Date: Fri 29-Mar-1996

Publication: Bee

Author: STEVEB

Quick Words:

home-garden-environment-house

Full Text:

HOME and GARDEN with photos

Is Your House A Friend To The Environment?

BY STEVE BIGHAM

Newtown residents Don and Donna Lococo began looking at homes in the Northeast

more than two years ago after both were transferred from Atlanta, Georgia.

They had their eyes open for a house in the country that provided a wide open

interior and bright sunshine. What they found at 27 Hi Barlow Road was all

that, and more.

The Lococo's contemporary home is unique. Set on a hillside in the southwest

part of town, the 1,500-square-foot house makes the most of its natural

surroundings.

"What we really liked about the house is that it's very open and very sunny,

and Newtown is just such a beautiful area," Mrs Lococo explained.

Built in 1982, the contemporary, complete with cathedral ceilings, features

both passive heating and cooling systems. Using a special 35-foot greenhouse,

the homes gets the maximum amount of use out of the sun. In the winter, heat

from the greenhouse is ventilated into the house and piped away from the house

in the summer.

While the south side of the house has plenty of windows and skylights, the

north side is actually underground, protecting the home from the cold arctic

winds that seem to find their way through most conventional windows and doors,

driving up heating costs. The Lococo's roof actually slopes down to the earth.

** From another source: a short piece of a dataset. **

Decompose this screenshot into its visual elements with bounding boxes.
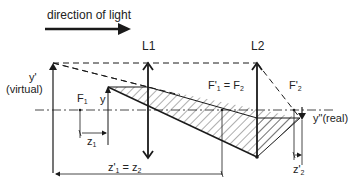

Though the thermal greenhouse is effective in heating the house from March to

December, it does not work as well in December, January and February, when the

days are short and the skies are gray with few glimpses of the sun,

"We moved into the house in 1993. We've had two spectacular winters during

that time period," Mrs Lococo explained.

There used to be electric heat in the house, but it has since been removed. In

its place, the Lococos have installed under-floor hydronic heating. Using

propane, water is heated, then run under the floor of the house, similar to a

radiator. The Lococos installed ceramic tile flooring to help hold in the

heat.

"It does well at taking us through the cold days," Mrs Lococo explained.

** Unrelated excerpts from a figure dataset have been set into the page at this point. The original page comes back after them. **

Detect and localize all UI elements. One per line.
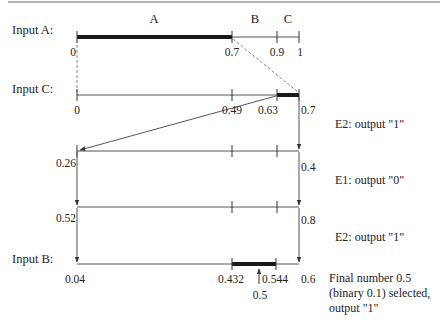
row-label-input-c: Input C: (12, 82, 53, 96)
note-e1-output-0: E1: output "0" (335, 173, 404, 188)
tick-label: 1 (297, 45, 303, 59)
tick-label: 0.432 (218, 272, 244, 286)
tick-label: 0.63 (258, 103, 278, 117)
note-e2-output-1: E2: output "1" (335, 117, 404, 132)
final-number-label: 0.5 (253, 288, 267, 302)
number-line-e2-first (77, 145, 299, 157)
number-line-input-a (77, 31, 299, 43)
tick-label: 0.7 (301, 103, 315, 117)
tick-label: 0.6 (301, 272, 315, 286)
tick-label: 0.4 (301, 160, 315, 174)
tick-label: 0.7 (225, 45, 239, 59)
zoom-line-right (233, 39, 298, 92)
number-line-e1 (77, 201, 299, 213)
tick-label: 0.49 (222, 103, 242, 117)
tick-label: 0.52 (56, 211, 76, 225)
row-label-input-b: Input B: (12, 252, 53, 266)
segment-label-c: C (284, 12, 292, 26)
tick-label: 0.26 (56, 156, 76, 170)
tick-label: 0.8 (301, 213, 315, 227)
tick-label: 0.04 (65, 272, 85, 286)
tick-label: 0.9 (270, 45, 284, 59)
tick-label: 0 (74, 103, 80, 117)
tick-label: 0.544 (262, 272, 288, 286)
segment-label-b: B (251, 12, 259, 26)
note-e2-output-1-second: E2: output "1" (335, 230, 404, 245)
segment-label-a: A (149, 12, 158, 26)
arithmetic-coding-diagram: A B C Input A: 0 0.7 0.9 1 Input C: 0 0.… (0, 0, 444, 326)
final-note-line-1: Final number 0.5 (329, 271, 430, 286)
tick-label: 0 (70, 45, 76, 59)
final-note-line-3: output "1" (329, 301, 430, 316)
rescale-arrow-diagonal (80, 96, 276, 150)
row-label-input-a: Input A: (12, 23, 53, 37)
final-note-line-2: (binary 0.1) selected, (329, 286, 430, 301)
final-note: Final number 0.5 (binary 0.1) selected, … (329, 271, 430, 316)
number-line-input-b (77, 258, 299, 270)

Hydronic heating was once featured on This Old House , the television home

improvement program on PBS.

The greenhouse's sole purpose is to control temperatures in the house; it

becomes too hot during the day to grow seedlings, according to the Lococos.

In the summer, the homeowners grow vines over the top of the greenhouse to

shut out the heat from the sun. The house is designed for maximum ventilation.

For cooling, the home features a 28-inch pump that runs 25 feet below the

house, where water is cooled to a constant 53 degrees.

The house was designed and built in 1982 by noted composer Vaclav Nelhybel who

intended to use the structure as his retirement home, but he opted to move out

of town, instead.

The Lococos, who moved to Newtown in 1993, say the house was well designed

with ceiling fans, effective cross ventilation and air-lock entry.

The homeowners say now that they've got the energy saving part of the house

down pat, they're looking at ways to recycle water.

"I guess once you get started you just want to keep going," Mrs Lococo joked.

Using The Sun

Several homes in Newtown feature solar paneling, an energy efficient system

that caught on in the late 1970s and early 80s.

Richard and Ann Uhrlass of Brookwood Drive installed solar paneling on the

roof of their 3,000-square foot ranch home 16 years ago when a concern about

rising oil prices swept the nation. They've been very pleased with the

results.

"It never made sense that when you wanted to take a shower on a hot, humid

day, you'd have to turn on the furnace," Mr Uhrlass explained. "Solar paneling

has been a great investment."

For about nine months out of the year, the passive solar paneling provides

domestic hot water to the home.

Mr Uhrlass said he received a 40 percent federal tax credit for installing the

panels. Such tax credits were removed during the Reagan era.

A Different Story Out West

If energy efficient homes have worked so well, why are there so few homes in

the area built with that in mind? According to John Klopfenstein, a realtor

with Curtis & Crandon, it's just not cost effective.

"It's very expensive and I'm not sure it ever really caught on," he said.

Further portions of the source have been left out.